Answers to Frequently Asked Questions

I mean, what's your favourite modern book?

Oh, that's altogether tougher.

"Modern" is a term than can be applied to everything since the Renaissance. So the first novel, arguably Don Quixote, written in the early 1600s, may be considered a modern novel.

But, by your question, I'm assuming you mean from the twentieth century.

My favourite writing of this recent period may be The Grapes of Wrath by John Steinbeck. Or maybe For Whom the Bell Tolls by Ernest Hemingway. The Great Gatsby is up there. All Quiet on the Western Front. Catcher in the Rye. Oh, and there's Pearl S. Buck's The Good Earth, the great Maxim Gorky....

It depends which one I've read or reread most recently.

I tend to like Russian and British literature of the nineteenth century for their intensely involving, panoramic views of the world, and American novels of the 1920s and 1930s for their energy and directness.

And sometimes I get the greatest enjoyment from a Raymond Chandler or Dashiell Hammett private eye story. Or a noir tale from James M. Cain. Or a classic science fiction thriller....

I also like short stories by Canadian writers Morley Callaghan, Hugh Garner, Alice Munro and Mavis Gallant, and by Americans John O'Hara, Fitzgerald and Hemingway again, and Dorothy Parker.

Each time I read one of these I think, "Oh, this is my favourite modern writer.".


▸ EXERCISE INSTRUCTIONS
For the records below, give the number of lines in which "marker" appears, and add nothing else.

[Figure dataset records]
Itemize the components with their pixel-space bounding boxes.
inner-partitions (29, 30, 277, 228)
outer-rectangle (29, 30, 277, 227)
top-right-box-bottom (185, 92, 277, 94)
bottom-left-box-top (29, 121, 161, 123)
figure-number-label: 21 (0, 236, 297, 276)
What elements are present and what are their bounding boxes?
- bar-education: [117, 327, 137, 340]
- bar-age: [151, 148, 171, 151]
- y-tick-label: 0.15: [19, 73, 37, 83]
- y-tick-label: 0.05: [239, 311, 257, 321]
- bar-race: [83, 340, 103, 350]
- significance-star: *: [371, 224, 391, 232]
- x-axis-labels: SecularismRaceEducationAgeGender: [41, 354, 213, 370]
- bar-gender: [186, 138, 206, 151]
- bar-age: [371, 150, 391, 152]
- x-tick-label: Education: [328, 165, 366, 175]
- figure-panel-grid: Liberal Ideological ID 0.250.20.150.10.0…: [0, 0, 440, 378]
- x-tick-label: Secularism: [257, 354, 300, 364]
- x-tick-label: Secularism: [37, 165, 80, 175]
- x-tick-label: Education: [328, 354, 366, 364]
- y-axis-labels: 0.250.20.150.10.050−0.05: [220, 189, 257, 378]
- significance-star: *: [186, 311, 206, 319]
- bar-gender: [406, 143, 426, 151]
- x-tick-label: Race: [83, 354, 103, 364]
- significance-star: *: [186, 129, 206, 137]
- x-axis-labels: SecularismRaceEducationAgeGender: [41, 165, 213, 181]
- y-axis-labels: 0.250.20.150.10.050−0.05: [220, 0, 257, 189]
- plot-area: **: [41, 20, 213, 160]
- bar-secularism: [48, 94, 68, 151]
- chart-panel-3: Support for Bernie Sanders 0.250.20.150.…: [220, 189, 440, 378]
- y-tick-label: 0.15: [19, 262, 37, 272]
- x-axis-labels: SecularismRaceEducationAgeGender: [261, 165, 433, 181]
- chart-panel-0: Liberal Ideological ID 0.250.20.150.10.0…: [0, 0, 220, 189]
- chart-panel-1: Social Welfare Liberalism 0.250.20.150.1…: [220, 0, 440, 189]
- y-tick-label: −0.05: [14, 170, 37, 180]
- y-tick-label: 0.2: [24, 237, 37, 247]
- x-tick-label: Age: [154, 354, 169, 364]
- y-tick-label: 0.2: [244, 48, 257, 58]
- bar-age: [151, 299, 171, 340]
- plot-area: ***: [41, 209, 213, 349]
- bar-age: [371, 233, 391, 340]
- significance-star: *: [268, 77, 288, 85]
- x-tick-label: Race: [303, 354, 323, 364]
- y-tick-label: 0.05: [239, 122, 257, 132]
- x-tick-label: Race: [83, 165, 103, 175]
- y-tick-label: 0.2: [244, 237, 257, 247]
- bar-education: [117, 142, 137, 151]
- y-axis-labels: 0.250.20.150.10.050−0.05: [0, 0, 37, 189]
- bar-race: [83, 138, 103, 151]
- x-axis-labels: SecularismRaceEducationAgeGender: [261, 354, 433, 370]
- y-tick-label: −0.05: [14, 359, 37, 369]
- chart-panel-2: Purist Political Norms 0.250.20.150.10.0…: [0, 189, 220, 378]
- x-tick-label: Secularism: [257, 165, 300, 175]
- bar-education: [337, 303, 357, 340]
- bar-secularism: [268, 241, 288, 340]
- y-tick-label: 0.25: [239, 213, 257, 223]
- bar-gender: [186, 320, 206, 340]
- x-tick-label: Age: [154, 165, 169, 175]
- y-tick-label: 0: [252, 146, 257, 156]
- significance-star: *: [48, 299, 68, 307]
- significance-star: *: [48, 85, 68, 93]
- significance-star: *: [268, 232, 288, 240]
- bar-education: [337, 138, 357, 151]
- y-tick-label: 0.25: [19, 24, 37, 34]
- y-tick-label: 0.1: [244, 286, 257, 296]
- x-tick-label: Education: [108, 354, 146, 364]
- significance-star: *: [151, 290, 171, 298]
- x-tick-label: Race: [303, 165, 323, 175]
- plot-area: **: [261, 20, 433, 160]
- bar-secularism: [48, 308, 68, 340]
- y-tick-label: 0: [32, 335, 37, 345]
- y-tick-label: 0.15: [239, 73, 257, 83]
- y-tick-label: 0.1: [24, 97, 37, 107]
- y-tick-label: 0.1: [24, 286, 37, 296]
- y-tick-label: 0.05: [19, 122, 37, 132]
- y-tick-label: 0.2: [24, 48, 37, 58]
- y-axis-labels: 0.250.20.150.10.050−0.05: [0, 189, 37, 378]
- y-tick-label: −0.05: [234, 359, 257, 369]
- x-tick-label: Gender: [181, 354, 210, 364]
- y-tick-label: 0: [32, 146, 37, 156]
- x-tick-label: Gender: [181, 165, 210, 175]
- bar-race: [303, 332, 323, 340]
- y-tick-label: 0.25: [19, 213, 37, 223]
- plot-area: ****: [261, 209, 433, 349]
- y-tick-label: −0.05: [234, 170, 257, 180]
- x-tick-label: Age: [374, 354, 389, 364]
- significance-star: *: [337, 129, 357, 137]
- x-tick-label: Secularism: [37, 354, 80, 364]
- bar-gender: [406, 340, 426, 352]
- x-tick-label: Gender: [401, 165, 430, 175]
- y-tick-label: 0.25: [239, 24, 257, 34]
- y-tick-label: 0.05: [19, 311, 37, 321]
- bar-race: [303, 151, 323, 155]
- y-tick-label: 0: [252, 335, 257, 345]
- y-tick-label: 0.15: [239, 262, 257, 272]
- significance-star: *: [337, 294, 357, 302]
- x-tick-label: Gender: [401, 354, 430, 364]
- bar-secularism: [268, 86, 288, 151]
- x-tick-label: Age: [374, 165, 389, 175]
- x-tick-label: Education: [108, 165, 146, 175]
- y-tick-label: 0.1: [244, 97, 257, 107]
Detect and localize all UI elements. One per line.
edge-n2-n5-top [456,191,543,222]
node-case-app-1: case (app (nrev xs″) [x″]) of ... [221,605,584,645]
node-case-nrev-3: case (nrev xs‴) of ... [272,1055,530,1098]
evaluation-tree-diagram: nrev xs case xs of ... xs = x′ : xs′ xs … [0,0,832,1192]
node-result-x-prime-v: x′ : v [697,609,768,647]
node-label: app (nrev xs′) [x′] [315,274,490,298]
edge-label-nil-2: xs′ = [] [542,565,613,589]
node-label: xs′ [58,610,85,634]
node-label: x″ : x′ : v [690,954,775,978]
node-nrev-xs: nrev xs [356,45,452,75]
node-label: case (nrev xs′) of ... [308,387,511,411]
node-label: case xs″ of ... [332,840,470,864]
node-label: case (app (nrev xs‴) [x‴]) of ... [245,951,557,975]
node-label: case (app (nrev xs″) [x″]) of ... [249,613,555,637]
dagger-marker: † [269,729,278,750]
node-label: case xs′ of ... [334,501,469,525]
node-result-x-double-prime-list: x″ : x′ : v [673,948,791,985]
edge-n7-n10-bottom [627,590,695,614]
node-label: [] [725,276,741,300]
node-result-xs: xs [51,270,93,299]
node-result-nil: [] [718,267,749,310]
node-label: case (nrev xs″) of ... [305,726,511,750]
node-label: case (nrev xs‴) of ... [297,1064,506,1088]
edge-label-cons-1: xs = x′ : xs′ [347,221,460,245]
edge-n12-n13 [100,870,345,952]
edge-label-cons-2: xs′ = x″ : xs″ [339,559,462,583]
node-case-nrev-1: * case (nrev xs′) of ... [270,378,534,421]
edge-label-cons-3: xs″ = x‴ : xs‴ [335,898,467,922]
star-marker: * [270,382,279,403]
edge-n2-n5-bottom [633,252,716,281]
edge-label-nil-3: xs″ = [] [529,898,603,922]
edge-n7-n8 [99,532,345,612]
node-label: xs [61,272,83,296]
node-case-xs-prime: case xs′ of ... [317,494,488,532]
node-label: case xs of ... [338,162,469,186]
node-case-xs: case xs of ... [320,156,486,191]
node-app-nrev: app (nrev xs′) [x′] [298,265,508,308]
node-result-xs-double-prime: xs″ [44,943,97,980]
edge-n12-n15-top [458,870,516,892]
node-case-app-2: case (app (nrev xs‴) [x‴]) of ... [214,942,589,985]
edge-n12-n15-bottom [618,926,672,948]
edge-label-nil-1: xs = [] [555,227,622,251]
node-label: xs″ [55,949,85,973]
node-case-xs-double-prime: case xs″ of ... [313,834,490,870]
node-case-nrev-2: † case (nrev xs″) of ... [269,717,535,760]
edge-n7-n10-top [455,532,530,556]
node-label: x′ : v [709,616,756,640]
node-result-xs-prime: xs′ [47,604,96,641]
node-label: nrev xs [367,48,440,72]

▸ ANSWER BELOW
2